The Debt Ceiling: What’s Good for the Public Goose is Good for the Private Gander
It’s common sense: if you want a debt ceiling for the federal government, then you ought to want a debt ceiling for the private sector as well.
These are the CASSE blog articles on economic policy.
It’s common sense: if you want a debt ceiling for the federal government, then you ought to want a debt ceiling for the private sector as well.
Running in place on a treadmill, the agricultural sector illustrates how continuous competition leads to nowhere.
Laissez-faire takes on a new meaning — it is the ecosystem, not the economy that must be “left alone” to manage itself and evolve by its own rules.
The age of extraction is ending. We need a true cost economy that can meet people’s needs without undermining planetary life-support systems.
He’s not the ideal, but if appointed Fed Chair, Hank Paulson might actually consider the environmental effects of Fed policies.
The transition to a steady state economy coincides with the transition to an ecologically sound food system.
Heads of state and top economists actively discussing and debating a post-growth economy? Now that’s progress!
Bill Clinton could be the world’s most influential steady stater… if only he would put aside the wishful thinking of continuous economic growth.
Economic growth is not the same things as “more jobs,” especially with the methods we’ve used to grow the economy.
Policies needed to stabilize population and consumption will be difficult to enact, but difficult is a lot easier than impossible.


→ **Aim of the task**:
Apart from the pictures, return every line of the listing exactly.

→ **The records**:
_ _ _ _ _

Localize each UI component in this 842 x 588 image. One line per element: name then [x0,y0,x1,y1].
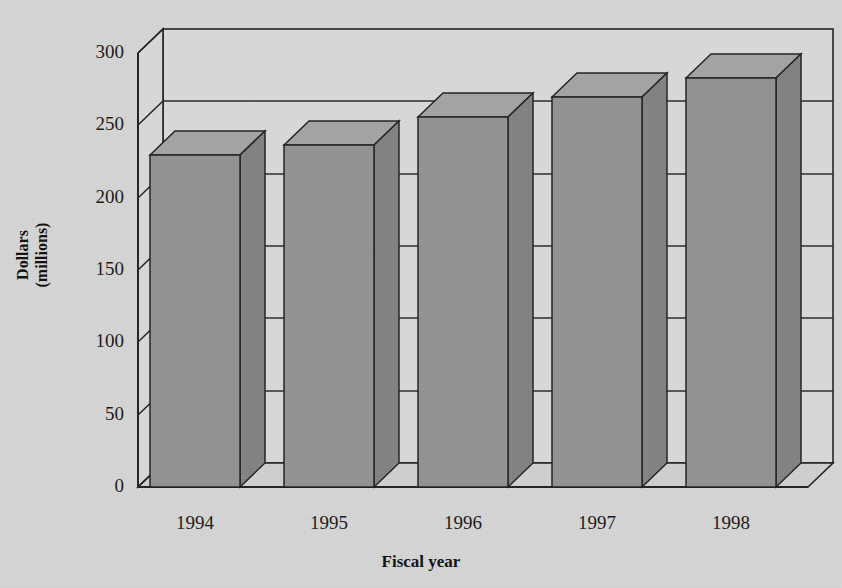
y-tick-label-300: 300 [58,41,124,63]
y-tick-label-150: 150 [58,258,124,280]
y-axis-title-line2: (millions) [32,175,51,335]
bar-side-face [240,131,265,487]
y-tick-label-100: 100 [58,330,124,352]
bar-front-face [552,97,642,487]
x-tick-label-1998: 1998 [671,512,791,534]
bar-1998 [686,54,801,487]
bar-1997 [552,73,667,487]
bar-1995 [284,121,399,487]
y-tick-label-250: 250 [58,113,124,135]
y-tick-label-0: 0 [58,475,124,497]
chart-screenshot: Dollars (millions) 300 250 200 150 100 5… [0,0,842,588]
bar-side-face [508,93,533,487]
bar-side-face [374,121,399,487]
bar-front-face [686,78,776,487]
bar-front-face [284,145,374,487]
y-axis-title-line1: Dollars [13,175,32,335]
x-tick-label-1995: 1995 [269,512,389,534]
bar-front-face [150,155,240,487]
x-tick-label-1997: 1997 [537,512,657,534]
bar-side-face [642,73,667,487]
three-d-bar-chart [0,0,842,588]
x-tick-label-1996: 1996 [403,512,523,534]
y-tick-label-200: 200 [58,186,124,208]
x-tick-label-1994: 1994 [135,512,255,534]
bar-side-face [776,54,801,487]
bar-1994 [150,131,265,487]
bar-front-face [418,117,508,487]
y-axis-title: Dollars (millions) [13,175,51,335]
y-tick-label-50: 50 [58,403,124,425]
bar-1996 [418,93,533,487]
x-axis-title: Fiscal year [0,552,842,572]
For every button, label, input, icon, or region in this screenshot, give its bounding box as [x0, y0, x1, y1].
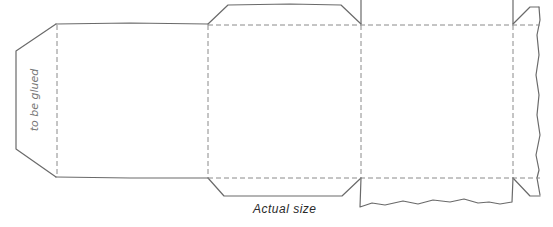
- panel-3-torn-bottom: [360, 178, 513, 207]
- top-flap-outline: [208, 4, 361, 24]
- right-partial-bottom-flap: [513, 178, 540, 196]
- right-partial-torn-edge: [536, 7, 540, 195]
- panel-1-bottom-edge: [56, 177, 208, 178]
- right-partial-top-flap: [513, 7, 539, 24]
- panel-1-top-edge: [56, 23, 208, 24]
- bottom-flap-outline: [208, 178, 361, 196]
- glue-tab-label: to be glued: [28, 69, 41, 132]
- box-net-diagram: [0, 0, 553, 227]
- caption: Actual size: [253, 202, 317, 216]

_ _ _ _ _

→ **Answer section**:
Localize each UI component in this 842 x 588 image. One line per element: name then [x0,y0,x1,y1].
y-tick-label-300: 300 [58,41,124,63]
y-tick-label-150: 150 [58,258,124,280]
y-axis-title-line2: (millions) [32,175,51,335]
bar-side-face [240,131,265,487]
y-tick-label-100: 100 [58,330,124,352]
bar-front-face [552,97,642,487]
x-tick-label-1998: 1998 [671,512,791,534]
bar-1998 [686,54,801,487]
bar-1997 [552,73,667,487]
bar-1995 [284,121,399,487]
y-tick-label-250: 250 [58,113,124,135]
y-tick-label-0: 0 [58,475,124,497]
chart-screenshot: Dollars (millions) 300 250 200 150 100 5… [0,0,842,588]
bar-side-face [508,93,533,487]
bar-side-face [374,121,399,487]
bar-front-face [686,78,776,487]
bar-front-face [284,145,374,487]
y-axis-title-line1: Dollars [13,175,32,335]
x-tick-label-1995: 1995 [269,512,389,534]
bar-front-face [150,155,240,487]
x-tick-label-1997: 1997 [537,512,657,534]
bar-side-face [642,73,667,487]
three-d-bar-chart [0,0,842,588]
x-tick-label-1996: 1996 [403,512,523,534]
y-tick-label-200: 200 [58,186,124,208]
x-tick-label-1994: 1994 [135,512,255,534]
bar-side-face [776,54,801,487]
bar-1994 [150,131,265,487]
bar-front-face [418,117,508,487]
y-axis-title: Dollars (millions) [13,175,51,335]
y-tick-label-50: 50 [58,403,124,425]
bar-1996 [418,93,533,487]
x-axis-title: Fiscal year [0,552,842,572]
For every button, label, input, icon, or region in this screenshot, give its bounding box as [x0, y0, x1, y1].
- panel-3-torn-bottom: [360, 178, 513, 207]
- top-flap-outline: [208, 4, 361, 24]
- right-partial-bottom-flap: [513, 178, 540, 196]
- right-partial-torn-edge: [536, 7, 540, 195]
- panel-1-bottom-edge: [56, 177, 208, 178]
- right-partial-top-flap: [513, 7, 539, 24]
- panel-1-top-edge: [56, 23, 208, 24]
- bottom-flap-outline: [208, 178, 361, 196]
- glue-tab-label: to be glued: [28, 69, 41, 132]
- box-net-diagram: [0, 0, 553, 227]
- caption: Actual size: [253, 202, 317, 216]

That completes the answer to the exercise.